By now, you must have understood my slight obsession towards machine learning (ML). Well, it is pretty apparent, by the way; I tend to always probe into the ML usage and related aspects in my interviews.
Fluke Accelix
Lately, during a conversation, I spoke to Oliver Sturrock, CTO at Fluke Digital Systems. Oliver leads the engineering unit at Fluke accountable for constructing their interconnected reliability framework, called Accelix. Their goal is to clamp machine learning health data reservoirs and facilitate predictive analysis.
We conversed about Fluke’s advancement and how they have been handling the tools because it hasn’t been that long since the whole setup shifted into the cloud.
Oliver affirmed that they have been working and stated a few facts on how ML helps in measurement of data combined with the right algorithms are helping in mimicking a person’s decades-long “tribal knowledge.” And how it has been enabling them to predict equipment failures and helping schedule resources and maintenance for care ahead of time.
Though there are considerations…
To begin with, the technology explanation can’t skim like magic. When you notice a black box, all you can do is react to what it decides.
That’s just the kind of scenario that interests numerous clients, forcing them to stick to their direct contact with data. In order to embrace a new solution, one needs to be able to trust them, and the quality of incoming data is the key part of the trust.
OEMs are printing big data clusters that describe what their assets look like when functioning normally. Systems like Fluke Accelix should be set to incorporate all that data into their model and correspond it to field situations, baselines at structure, etc.
But Oliver called out that there are a lot of environmental aspects to account for, from the difference in the performance to how well it has been maintained. So, Fluke aims to cover 80% of the course there with out-of-the-box data, and then the remaining 20% has to come from infield understanding.
This implies even if you encounter a black box, you need to work on it to make it as see-through as possible so that it’s not the box but you who gets the right to take the decision.

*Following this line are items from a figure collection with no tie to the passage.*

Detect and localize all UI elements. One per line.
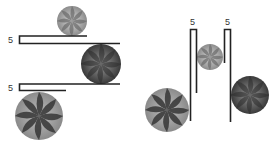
small-candy-top: [57, 6, 87, 36]
large-candy-left: [145, 88, 189, 132]
vertical-gap-bracket-left: 5: [190, 17, 197, 121]
horizontal-gap-bracket-bottom: 5: [8, 83, 120, 93]
gap-label: 5: [8, 35, 13, 45]
gap-label: 5: [225, 17, 230, 27]
diagram-canvas: 5 5 5 5: [0, 0, 270, 143]
small-candy-center: [197, 44, 223, 70]
right-panel: 5 5: [145, 17, 269, 132]
gap-label: 5: [190, 17, 195, 27]
gap-label: 5: [8, 83, 13, 93]
medium-candy-middle: [81, 44, 121, 84]
vertical-gap-bracket-right: 5: [225, 17, 231, 122]
large-candy-bottom: [15, 92, 63, 140]
medium-candy-right: [231, 76, 269, 114]
left-panel: 5 5: [8, 6, 121, 140]
horizontal-gap-bracket-top: 5: [8, 35, 120, 45]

What I feel the only frustration companies would encounter or are bound to encounter is the proprietary data streams that don’t API. I believe it shouldn’t be that way. Instead, it should be built around APIs and interconnectedness for better results.
With that said, Oliver empathizes that Fluke has to encounter such an environment and how bad he feels that Fluke can’t possibly build every type of analytics and data monitoring that’s ever going to be needed. But he also asserts that he believes Fluke surely has a role in bringing all together at one place down the lane.
I believe there’s a very valiant future ahead of us. I value that the systems around me are getting safer, irrespective of where I go. Easier maintenance and reliable SAFER operating conditions are surely leading to a better world.
Listen to the entire recorded conversation between Oliver Sturrock myself, or at the Connected Reliability pages on Fluke.com.